By Will Vandervort.
Chad Morris does not know if he will have Deshaun Watson back at quarterback again this season, and that is how is preparing himself and his Clemson offense for the last two games of the year.
The Tigers, who will host Georgia State this Saturday in Death Valley, know Watson will not play this Saturday and everything is day-to-day in regards to whether he will be back for the South Carolina game on Nov. 29.
Clemson announced Sunday night the freshman has a sprained LCL and he could be back before the season ends. Obviously, that is taking the bowl game into consideration as well.
“There is a chance… As a coordinator you try to cover every scenario possible,” Morris said from the WestZone on Monday. “I’m preparing for him not to play. That’s from my standpoint. If he plays, he plays. But I don’t know that today.”
What Morris does know is that he has to have his quarterbacks ready to play. It was obvious Stoudt was not ready against Georgia Tech last Saturday. After coming in for Watson, the senior threw two pick-sixes and another interception that set up a Yellow Jackets’ field goal.
Stoudt finished the day 3 of 11 for 19 yards. The Tigers threw for just 65 yards altogether, the fewest passing yards by a Clemson team since Tommy West’s Tigers left Tallahassee, Fla., with 64 in 1998.
As an offense, Clemson totaled just 190 yards, the second fewest yards in one game by a Chad Morris offense.
“I was here yesterday and was ready to go to work. Here we go! This is what you do,” Morris said. “We have to go execute the plan. Just like we tell all of our players, we can sit around and feel sorry for ourselves and if we do, and as bad as we feel right now, we will feel even worse 12 days from now. Or you can be the competitor that you are and why you got into this game because you love to compete and you love the challenges.”
After such an embarrassing performance in Atlanta, plus the knowledge that his best player and quarterback may not be available, this is the time when Morris wants to see someone step up and take charge of the offense.
“Everybody is an All-American when it is 72 and partly cloudy. But when it is 100 degrees and the sun is bearing down on you, how are you going to respond? That is when the true character shows up,” he said. “So right now the character, the culture of our program is going to have to be at an all-time high. It is going to have to pull through this adversity that it has right now.”
With the possibility of Watson not being in the lineup in the immediate future, Clemson’s offense is going to have to pull together and become more productive than it has been in the last month.
“I can promise you if you walk down to those offices right now there are coaches all over from offense, defense and special teams and there ain’t anyone waiving a right flag,” Morris said. “We are working harder than we have ever worked and we are trying to find a way. But when our players show up today, they are not going to be waiving a white flag and saying the season is over with. If they are, they don’t need to show up.
“Again, nobody is feeling sorry for them outside this building and no one is feeling sorry for them in this building.”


Please write out every line of the material, leaving out any picture.

Excerpted records:
*** Block opens ***

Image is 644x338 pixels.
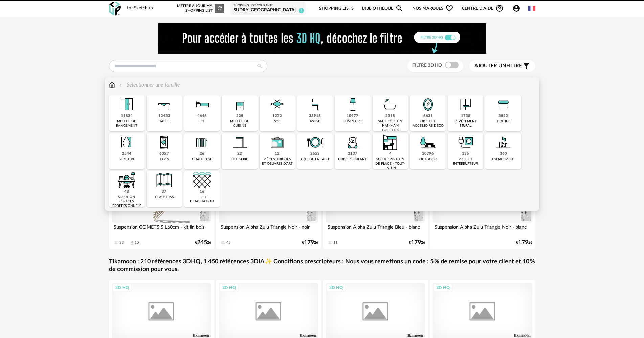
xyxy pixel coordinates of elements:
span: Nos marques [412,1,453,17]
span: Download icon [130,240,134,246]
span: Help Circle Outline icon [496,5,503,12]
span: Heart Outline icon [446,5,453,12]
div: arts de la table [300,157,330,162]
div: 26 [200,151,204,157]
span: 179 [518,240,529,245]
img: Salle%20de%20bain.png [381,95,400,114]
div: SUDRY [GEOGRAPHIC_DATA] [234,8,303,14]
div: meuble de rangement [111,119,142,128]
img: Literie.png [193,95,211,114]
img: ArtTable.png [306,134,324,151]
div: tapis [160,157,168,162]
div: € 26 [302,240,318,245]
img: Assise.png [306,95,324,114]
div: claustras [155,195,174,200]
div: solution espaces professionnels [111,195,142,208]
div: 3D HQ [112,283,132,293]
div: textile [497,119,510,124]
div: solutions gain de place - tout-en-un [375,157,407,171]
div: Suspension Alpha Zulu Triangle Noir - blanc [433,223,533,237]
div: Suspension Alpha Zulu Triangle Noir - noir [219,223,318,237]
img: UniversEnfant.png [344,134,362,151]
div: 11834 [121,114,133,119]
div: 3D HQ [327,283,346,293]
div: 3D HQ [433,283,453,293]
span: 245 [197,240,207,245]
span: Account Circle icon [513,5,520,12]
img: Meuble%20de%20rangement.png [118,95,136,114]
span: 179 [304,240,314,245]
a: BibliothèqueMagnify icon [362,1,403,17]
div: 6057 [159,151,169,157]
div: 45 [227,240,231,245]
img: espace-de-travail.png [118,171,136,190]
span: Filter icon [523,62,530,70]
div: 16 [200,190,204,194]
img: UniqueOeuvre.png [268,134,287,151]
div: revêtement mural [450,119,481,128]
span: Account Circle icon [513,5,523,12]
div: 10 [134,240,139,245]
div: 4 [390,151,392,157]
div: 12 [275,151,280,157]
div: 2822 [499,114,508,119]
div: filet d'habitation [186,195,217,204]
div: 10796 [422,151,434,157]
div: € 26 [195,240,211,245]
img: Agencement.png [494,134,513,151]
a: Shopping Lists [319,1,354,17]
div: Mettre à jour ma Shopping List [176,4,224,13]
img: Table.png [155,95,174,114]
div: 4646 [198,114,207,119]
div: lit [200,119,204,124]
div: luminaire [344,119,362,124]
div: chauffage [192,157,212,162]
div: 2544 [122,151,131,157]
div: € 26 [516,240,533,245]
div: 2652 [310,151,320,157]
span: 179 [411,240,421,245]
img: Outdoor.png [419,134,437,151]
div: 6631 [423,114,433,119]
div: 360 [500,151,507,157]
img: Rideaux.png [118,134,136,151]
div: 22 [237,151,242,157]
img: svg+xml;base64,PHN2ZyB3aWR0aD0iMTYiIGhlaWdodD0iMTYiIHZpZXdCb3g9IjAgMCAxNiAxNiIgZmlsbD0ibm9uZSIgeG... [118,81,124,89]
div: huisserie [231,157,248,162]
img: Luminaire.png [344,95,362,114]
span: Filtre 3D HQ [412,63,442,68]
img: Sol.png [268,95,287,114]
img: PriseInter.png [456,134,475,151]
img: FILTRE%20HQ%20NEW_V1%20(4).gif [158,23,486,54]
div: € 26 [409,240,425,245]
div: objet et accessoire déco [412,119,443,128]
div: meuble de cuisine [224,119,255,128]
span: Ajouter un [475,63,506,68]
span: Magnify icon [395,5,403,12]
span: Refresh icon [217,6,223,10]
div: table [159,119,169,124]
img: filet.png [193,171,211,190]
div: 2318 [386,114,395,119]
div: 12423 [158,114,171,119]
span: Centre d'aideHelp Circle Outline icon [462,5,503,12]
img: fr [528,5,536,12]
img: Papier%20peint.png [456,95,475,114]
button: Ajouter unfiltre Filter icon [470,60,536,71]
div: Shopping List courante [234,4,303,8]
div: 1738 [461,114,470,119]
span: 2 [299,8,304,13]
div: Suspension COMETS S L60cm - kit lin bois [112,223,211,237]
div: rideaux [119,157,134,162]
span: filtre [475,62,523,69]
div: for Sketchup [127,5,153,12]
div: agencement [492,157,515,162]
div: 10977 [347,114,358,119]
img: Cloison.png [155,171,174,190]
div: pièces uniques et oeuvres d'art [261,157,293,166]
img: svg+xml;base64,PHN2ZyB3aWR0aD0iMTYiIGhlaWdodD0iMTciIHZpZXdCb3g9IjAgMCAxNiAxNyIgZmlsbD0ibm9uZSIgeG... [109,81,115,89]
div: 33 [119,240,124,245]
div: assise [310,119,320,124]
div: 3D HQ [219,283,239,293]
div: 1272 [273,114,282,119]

*** Block closes ***

Task answer:
Image is 644x338 pixels.
xyxy pixel coordinates of elements:
span: Nos marques [412,1,453,17]
span: Download icon [130,240,134,246]
span: Help Circle Outline icon [496,5,503,12]
span: Heart Outline icon [446,5,453,12]
div: arts de la table [300,157,330,162]
div: 26 [200,151,204,157]
span: 179 [518,240,529,245]
img: Salle%20de%20bain.png [381,95,400,114]
div: SUDRY [GEOGRAPHIC_DATA] [234,8,303,14]
div: meuble de rangement [111,119,142,128]
img: Literie.png [193,95,211,114]
img: ArtTable.png [306,134,324,151]
div: tapis [160,157,168,162]
div: € 26 [302,240,318,245]
img: Assise.png [306,95,324,114]
div: claustras [155,195,174,200]
div: solution espaces professionnels [111,195,142,208]
div: 3D HQ [112,283,132,293]
div: textile [497,119,510,124]
div: solutions gain de place - tout-en-un [375,157,407,171]
div: Suspension Alpha Zulu Triangle Noir - blanc [433,223,533,237]
div: Suspension Alpha Zulu Triangle Noir - noir [219,223,318,237]
img: UniversEnfant.png [344,134,362,151]
div: 11834 [121,114,133,119]
div: 3D HQ [327,283,346,293]
div: 3D HQ [433,283,453,293]
span: 245 [197,240,207,245]
span: Account Circle icon [513,5,520,12]
img: Meuble%20de%20rangement.png [118,95,136,114]
span: 179 [304,240,314,245]
a: BibliothèqueMagnify icon [362,1,403,17]
div: 6057 [159,151,169,157]
div: 45 [227,240,231,245]
img: espace-de-travail.png [118,171,136,190]
span: Filter icon [523,62,530,70]
div: 16 [200,190,204,194]
img: UniqueOeuvre.png [268,134,287,151]
div: revêtement mural [450,119,481,128]
span: Account Circle icon [513,5,523,12]
div: 10 [134,240,139,245]
div: 4 [390,151,392,157]
div: 12 [275,151,280,157]
div: 2822 [499,114,508,119]
div: filet d'habitation [186,195,217,204]
div: 10796 [422,151,434,157]
div: € 26 [195,240,211,245]
img: Agencement.png [494,134,513,151]
a: Shopping Lists [319,1,354,17]
div: Mettre à jour ma Shopping List [176,4,224,13]
img: Table.png [155,95,174,114]
div: 4646 [198,114,207,119]
div: lit [200,119,204,124]
div: luminaire [344,119,362,124]
div: chauffage [192,157,212,162]
div: 2544 [122,151,131,157]
div: € 26 [516,240,533,245]
div: 2652 [310,151,320,157]
span: 179 [411,240,421,245]
img: Outdoor.png [419,134,437,151]
div: 6631 [423,114,433,119]
div: 360 [500,151,507,157]
img: Rideaux.png [118,134,136,151]
div: 22 [237,151,242,157]
img: svg+xml;base64,PHN2ZyB3aWR0aD0iMTYiIGhlaWdodD0iMTYiIHZpZXdCb3g9IjAgMCAxNiAxNiIgZmlsbD0ibm9uZSIgeG... [118,81,124,89]
div: huisserie [231,157,248,162]
img: Luminaire.png [344,95,362,114]
span: Filtre 3D HQ [412,63,442,68]
img: Sol.png [268,95,287,114]
img: PriseInter.png [456,134,475,151]
img: FILTRE%20HQ%20NEW_V1%20(4).gif [158,23,486,54]
div: € 26 [409,240,425,245]
div: objet et accessoire déco [412,119,443,128]
div: meuble de cuisine [224,119,255,128]
span: Ajouter un [475,63,506,68]
span: Magnify icon [395,5,403,12]
span: Refresh icon [217,6,223,10]
div: table [159,119,169,124]
img: filet.png [193,171,211,190]
div: 2318 [386,114,395,119]
div: 12423 [158,114,171,119]
span: Centre d'aideHelp Circle Outline icon [462,5,503,12]
img: fr [528,5,536,12]
img: Papier%20peint.png [456,95,475,114]
button: Ajouter unfiltre Filter icon [470,60,536,71]
div: Shopping List courante [234,4,303,8]
div: 1738 [461,114,470,119]
span: 2 [299,8,304,13]
div: Suspension COMETS S L60cm - kit lin bois [112,223,211,237]
div: rideaux [119,157,134,162]
span: filtre [475,62,523,69]
div: for Sketchup [127,5,153,12]
div: agencement [492,157,515,162]
div: 10977 [347,114,358,119]
img: Cloison.png [155,171,174,190]
div: pièces uniques et oeuvres d'art [261,157,293,166]
img: svg+xml;base64,PHN2ZyB3aWR0aD0iMTYiIGhlaWdodD0iMTciIHZpZXdCb3g9IjAgMCAxNiAxNyIgZmlsbD0ibm9uZSIgeG... [109,81,115,89]
div: 33 [119,240,124,245]
div: assise [310,119,320,124]
div: 3D HQ [219,283,239,293]
div: 1272 [273,114,282,119]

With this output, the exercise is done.